A while ago, a reader sent me an article about this hilarious concept of “financial abortion” concocted by a bunch of grievously sexually unsuccessful men and supported by even more unsuccessful women who don’t mind looking like stupid clowns in order to have some loser somewhere approve of their sorry existences. I found the piece too ridiculous to write about at the time, but since it’s International Women’s Day, I want to use this opportunity to share a few laughs with my readers on the account of the miserable rejects who have come up with this silly idea.
It took me a while to figure out what the “financial abortion” was supposed to be all about because it’s too bizarre. Now I have worked it out, though. Men who hate their bodies and their biological sex and detest the idea that a pregnancy occurs inside a woman’s body want to have the option not to support their children financially after those children are born, if they informed the woman (not the child, mind you) early enough in the pregnancy that they don’t want to be fathers. Because a newborn should totally go without diapers because two people had this or that conversation before said newborn even arrived on this planet.
If you think I’m making this all up, here is a quote for you:
“Up until now, reproductive choice has been seen as a woman’s issue: you’re either pro-life or pro-choice… If we expect men to be responsible, isn’t it right to give them some choices too?” “I’m not talking about fathers opting out of obligations that they’ve committed to. I mean early in pregnancy, if contraception failed, men should have a choice, and women have a right to know what that choice is as they decide how to proceed.”
Of course, I’m all for reproductive choices and I think we should all start a petition addressed to Mother Nature, demanding that men get a capacity to become pregnant. Until our shared wish is granted, though, this entire discussion should be kept at the comedy clubs.
The funny article I quoted asks a series of hilarious questions to make its silly point:
While pro-choice legislation makes the rights of the mother clear, at what point is a father able to say, ‘I do not want this child’?
We all know that a father can say this at absolutely any point of a child’s life and sometimes, indeed, does. Obviously, any normal government protects the rights of the person who can’t assert them for him or herself because of being legally a minor. The decision of whether to terminate a pregnancy or carry it to term always lies with a person inside whom the pregnancy occurs. Both in case of the abortion or in case of giving birth, a woman puts her health at risk and transforms her life in a profound way. A man never risks anything at any point. Except for a few bucks, which is a very insignificant little factor when compared to the magnitude of the needs of a human being who was not even around when his or her parents had sex, made reproductive decisions, and held conversations about abortion or childbirth.
The unintelligent author of the article, however, proceeds with stupid questions:
As costs rise and opportunities disappear, shouldn’t men have the same rights as women to control their entrance into parenthood?
This is pretty much as asking whether a person without legs should have the same right to be hired for the Royal Ballet company as a ballet dancer with 10 years of experience, or whether a person who doesn’t speak a word of Spanish should have the same right to be hired to teach Spanish as I do. Unless you are physically capable of giving birth, you cannot possibly expect to have the same rights in the area of giving birth as people who do.
Of course, the article eventually comes up with a bugbear of a completely invented scary woman:
Adversely, what would one call the presumptuousness of women who assume that men should snap to attention after they’ve made the decision to bring — or not to bring — a life into this world without allowing them to play a pivotal role in the decision?
There is, of course, no explanation of who these presumptuous women are and what “snapping to attention” on the men’s part would even mean in this situation. The idiot who wrote the piece does not even realize what kind of a fool she is making of herself by suggesting that anybody else should be playing “pivotal roles” in decisions she makes about her own body. I have to wonder whether she manages to decide when to pee without holding a referendum among her male coworkers.
The conclusion to this bizarre piece nearly made me fall off my chair in laughter:
Do we believe in absolute freedom of choice — or merely our choice?
Erm, can you show me a single idiot on this planet who believes in “absolute freedom of choice”? There are tons of choices that we all frown on and sometimes even punish with prison sentences. The freedom of choice can only be respected when it’s exercised on one’s own behalf and does not infringe on the rights of any other human beings.
A reasonable government cannot afford to go into an investigation of who said what to whom at some point, who did or did not put on a condom and why they did not put it on right, why contraception malfunctioned, what anybody did or did not want in the process, before and after the process. A reasonable government most definitely cannot protect the right of a grown individual to be a cheap stupid prick who begrudges a few dimes to his own flesh and blood at the expense of a small person who does not yet have a voice and cannot even hire a lawyer.
I completely support the right of any man not to be a father to his child if he did not want that child to appear in this world. What I do not support, though, is the right of anybody to rob a small creature who is 50% them of financial means to existence for any reason whatsoever. I’m not a rich person but if I were to find out that somebody collected my DNA and created a child on the basis of that (say, this is scientifically possible), I would dedicate my existence to making sure that this little human being did not want for anything. You need to hate yourself a whole damn lot to refuse something so insignificant as money to somebody who is half you.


Where does the word "feature" appear in the data? Copy every line that holds it.

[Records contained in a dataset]
::::::::
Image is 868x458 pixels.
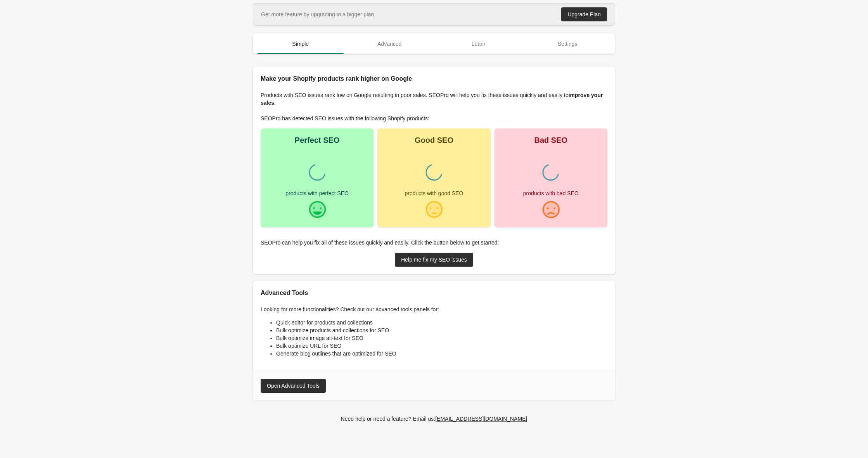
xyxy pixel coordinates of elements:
[534,136,568,144] div: Bad SEO
[523,191,579,196] div: products with bad SEO
[436,37,522,51] span: Learn
[261,114,607,122] p: SEOPro has detected SEO issues with the following Shopify products:
[276,334,607,342] li: Bulk optimize image alt-text for SEO
[276,350,607,358] li: Generate blog outlines that are optimized for SEO
[261,92,607,106] p: Products with SEO issues rank low on Google resulting in poor sales. SEOPro will help you fix the...
[415,136,453,144] div: Good SEO
[253,297,615,371] div: Looking for more functionalities? Check out our advanced tools panels for:
[561,7,607,21] a: Upgrade Plan
[267,383,320,389] div: Open Advanced Tools
[405,191,464,196] div: products with good SEO
[567,11,600,17] div: Upgrade Plan
[295,136,340,144] div: Perfect SEO
[261,239,607,247] p: SEOPro can help you fix all of these issues quickly and easily. Click the button below to get sta...
[286,191,349,196] div: products with perfect SEO
[347,37,433,51] span: Advanced
[395,253,473,267] a: Help me fix my SEO issues
[276,318,607,326] li: Quick editor for products and collections
[401,256,467,263] div: Help me fix my SEO issues
[434,34,523,54] button: Learn
[276,342,607,350] li: Bulk optimize URL for SEO
[258,37,343,51] span: Simple
[261,289,607,297] h2: Advanced Tools
[432,412,530,426] a: [EMAIL_ADDRESS][DOMAIN_NAME]
[345,34,435,54] button: Advanced
[261,10,374,18] div: Get more feature by upgrading to a bigger plan
[341,414,527,423] div: Need help or need a feature? Email us:
[261,379,326,393] button: Open Advanced Tools
[261,74,607,84] h2: Make your Shopify products rank higher on Google
[435,416,527,422] div: [EMAIL_ADDRESS][DOMAIN_NAME]
[523,34,613,54] button: Settings
[276,326,607,334] li: Bulk optimize products and collections for SEO
[256,34,345,54] button: Simple
[525,37,611,51] span: Settings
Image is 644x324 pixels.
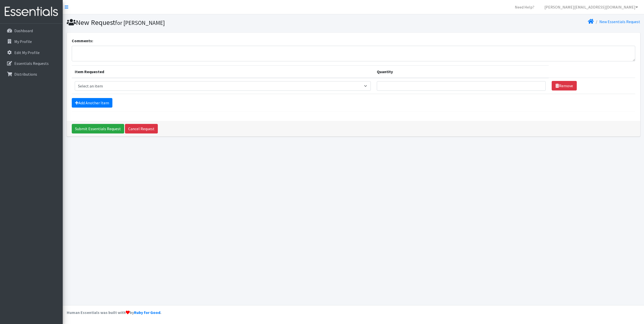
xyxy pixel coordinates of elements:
[72,65,374,78] th: Item Requested
[511,2,539,12] a: Need Help?
[67,310,161,315] strong: Human Essentials was built with by .
[2,3,61,20] img: HumanEssentials
[72,38,93,44] label: Comments:
[2,48,61,58] a: Edit My Profile
[552,81,577,91] a: Remove
[14,28,33,33] p: Dashboard
[2,37,61,47] a: My Profile
[72,98,113,107] a: Add Another Item
[134,310,160,315] a: Ruby for Good
[2,25,61,35] a: Dashboard
[14,61,49,66] p: Essentials Requests
[67,18,352,27] h1: New Request
[600,19,640,24] a: New Essentials Request
[14,71,37,77] p: Distributions
[125,124,158,133] a: Cancel Request
[14,50,40,55] p: Edit My Profile
[2,69,61,79] a: Distributions
[2,58,61,68] a: Essentials Requests
[72,124,124,133] input: Submit Essentials Request
[115,19,165,26] small: for [PERSON_NAME]
[14,39,32,44] p: My Profile
[374,65,549,78] th: Quantity
[540,2,642,12] a: [PERSON_NAME][EMAIL_ADDRESS][DOMAIN_NAME]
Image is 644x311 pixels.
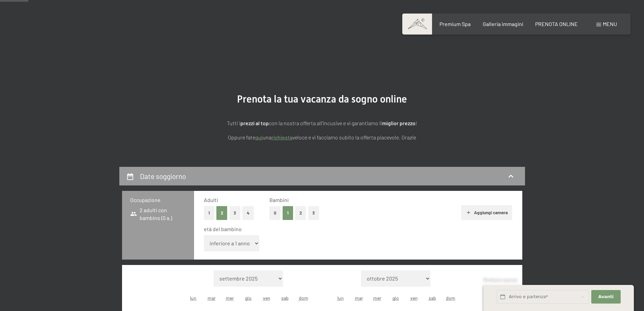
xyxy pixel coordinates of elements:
abbr: lunedì [190,295,197,300]
button: Avanti [591,290,620,304]
div: età del bambino [204,225,507,232]
abbr: sabato [428,295,436,300]
a: PRENOTA ONLINE [535,21,577,27]
h3: Occupazione [130,196,186,203]
span: Richiesta express [483,277,517,282]
abbr: giovedì [392,295,399,300]
button: 0 [269,206,281,220]
button: Aggiungi camera [461,205,512,220]
abbr: martedì [208,295,216,300]
button: 2 [216,206,228,220]
abbr: domenica [299,295,308,300]
abbr: martedì [355,295,363,300]
abbr: domenica [445,295,456,300]
button: 3 [230,206,241,220]
span: Menu [603,21,617,27]
button: 1 [283,206,293,220]
button: 1 [204,206,214,220]
abbr: venerdì [411,295,418,300]
button: 3 [308,206,319,220]
a: quì [255,134,263,140]
abbr: venerdì [263,295,271,300]
span: 2 adulti con bambino (0 a.) [130,206,186,221]
abbr: lunedì [338,295,344,300]
span: Prenota la tua vacanza da sogno online [237,93,407,105]
span: Adulti [204,197,218,203]
span: Avanti [598,294,614,299]
p: Oppure fate una veloce e vi facciamo subito la offerta piacevole. Grazie [153,133,491,142]
strong: prezzi al top [241,120,269,126]
a: Galleria immagini [483,21,523,27]
a: richiesta [272,134,293,140]
a: Premium Spa [439,21,470,27]
abbr: sabato [281,295,289,300]
p: Tutti i con la nostra offerta all'incusive e vi garantiamo il ! [153,119,491,127]
strong: miglior prezzo [381,120,415,126]
abbr: mercoledì [373,295,381,300]
span: Bambini [269,197,289,203]
abbr: mercoledì [226,295,234,300]
h2: Date soggiorno [140,172,186,180]
button: 2 [295,206,306,220]
abbr: giovedì [245,295,252,300]
button: 4 [242,206,253,220]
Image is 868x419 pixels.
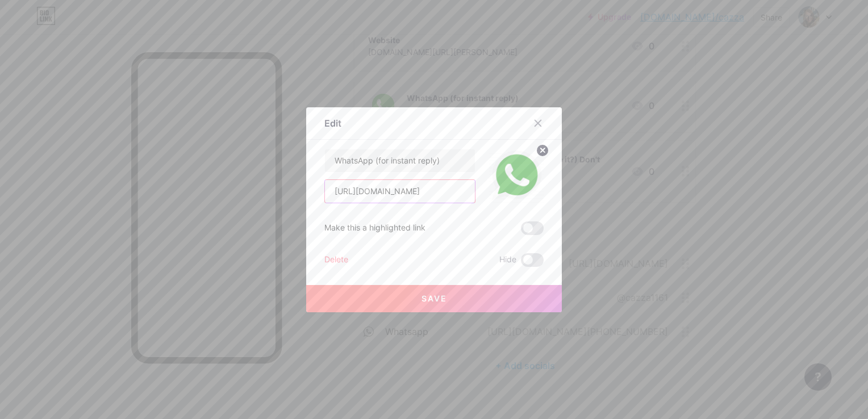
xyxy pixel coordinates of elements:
[421,293,447,303] span: Save
[325,149,475,172] input: Title
[324,253,348,267] div: Delete
[324,221,425,235] div: Make this a highlighted link
[489,149,544,203] img: link_thumbnail
[325,180,475,203] input: URL
[306,285,562,312] button: Save
[499,253,516,267] span: Hide
[324,116,342,130] div: Edit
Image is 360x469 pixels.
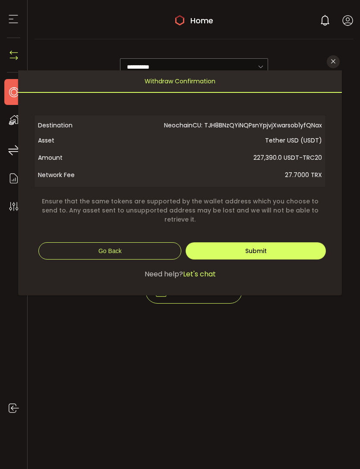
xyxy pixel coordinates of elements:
[145,269,183,279] span: Need help?
[38,132,107,149] span: Asset
[18,70,342,295] div: dialog
[107,149,322,166] span: 227,390.0 USDT-TRC20
[38,166,107,183] span: Network Fee
[38,149,107,166] span: Amount
[107,166,322,183] span: 27.7000 TRX
[38,119,107,132] span: Destination
[107,132,322,149] span: Tether USD (USDT)
[38,242,181,259] button: Go Back
[34,197,326,224] span: Ensure that the same tokens are supported by the wallet address which you choose to send to. Any ...
[186,242,325,259] button: Submit
[245,246,267,255] span: Submit
[183,269,216,279] span: Let's chat
[107,119,322,132] span: NeochainCU: TJH8BNzQYiNQPsnYpjvjXwarsob1yfQNax
[327,55,340,68] button: Close
[317,427,360,469] iframe: Chat Widget
[98,247,122,254] span: Go Back
[145,70,215,92] span: Withdraw Confirmation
::::::::
__Answer below__
[261,10,374,18] div: Get more feature by upgrading to a bigger plan
[341,414,527,423] div: Need help or need a feature? Email us:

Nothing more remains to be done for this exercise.